The general consensus is that the game today is a lot more skilful and intricate than the English version that graced our screens in the 70s. No argument from me on that; Spain play a modern game that takes the breath away.

It is however, an advanced form of the Dutch concept of “Total Football” which rose in the 70s, and not coincidentally, it was Dutch players that became one of the first wave of foreign players to play in England in that era, with Ipswich Town signing Frans Thijssen and Arnold Muhren.

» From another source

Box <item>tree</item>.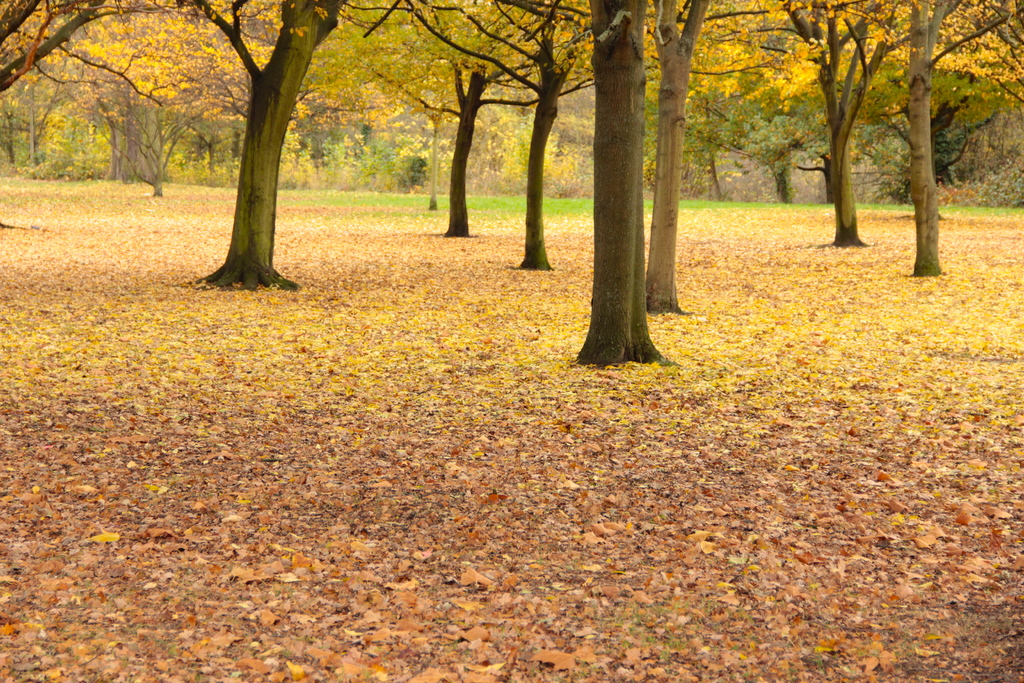
[left=383, top=0, right=595, bottom=278].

And make no mistake, there were supremely skilful players gracing my screen from that time. Names like Liam Brady, Kevin Keegan, Mick Channon, Tony Currie and Eddie Gray had the ball on a string, and they did it on some pretty ordinary surfaces.

It was also an era where the show brought us the unthinkable: Manchester United were relegated to Division Two at the end of 1973-74 in extraordinary circumstances.

Advertisement

A derby game at Old Trafford against Manchester City on the last day of the season saw former United legend Dennis Law score the only goal with a back heel. For those who nowadays see players refuse to celebrate a goal against their former employees, Dennis Law may have been the first to do so. But he took it one step further by asking to be replaced straight after he scored. (Fans rioted anyway…)

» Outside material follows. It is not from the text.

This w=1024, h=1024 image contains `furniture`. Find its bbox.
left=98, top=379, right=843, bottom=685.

The Big Match also paid attention to the lower divisions.

There was less of a gulf in quality between First and Second Division than there is now between the Premiership and the Championship. Consequently, teams like Luton Town, Notts County, Walsall and Bournemouth would get coverage.

Curiously, so too would Gillingham, at least once a year. It was years later that I learned Brian Moore was a director of the club and lifelong fan.

And then there was the sadly short-lived Fulham era of Best and Marsh. A 2nd Division side, Fulham in 1976-77 signed George Best and Rodney Marsh and the two wreaked good-natured havoc on oppositions.

One of the most famous games of the era is a 4-1 win over Hereford United, with the two playfully tackling each other in a memorable clip.

Even the great Brian Clough is closely linked to The Big Match, as a guest analyst during his managerial days with Derby County. Clough was never afraid to speak his mind, which didn’t endear him to the Derby management, and amazingly he left the club to manage 3rd Division Brighton and Hove Albion, while maintaining his role on the show.

Advertisement

It led to perhaps his most awkward career moment, when the show televised a home 8-2 thrashing of Brighton by Bristol Rovers, and Clough had to explain the loss to Moore on camera.

He did, with the honesty and bluntness that no manager would dare display now.

ITV4 in the UK recently started replaying old “Big Match” shows, and some of the programs have at last been released as DVD compilations, although it appears they are not available on DVDs compatible to our region (dammit!)

The show that lives on in my memory may have to keep doing so.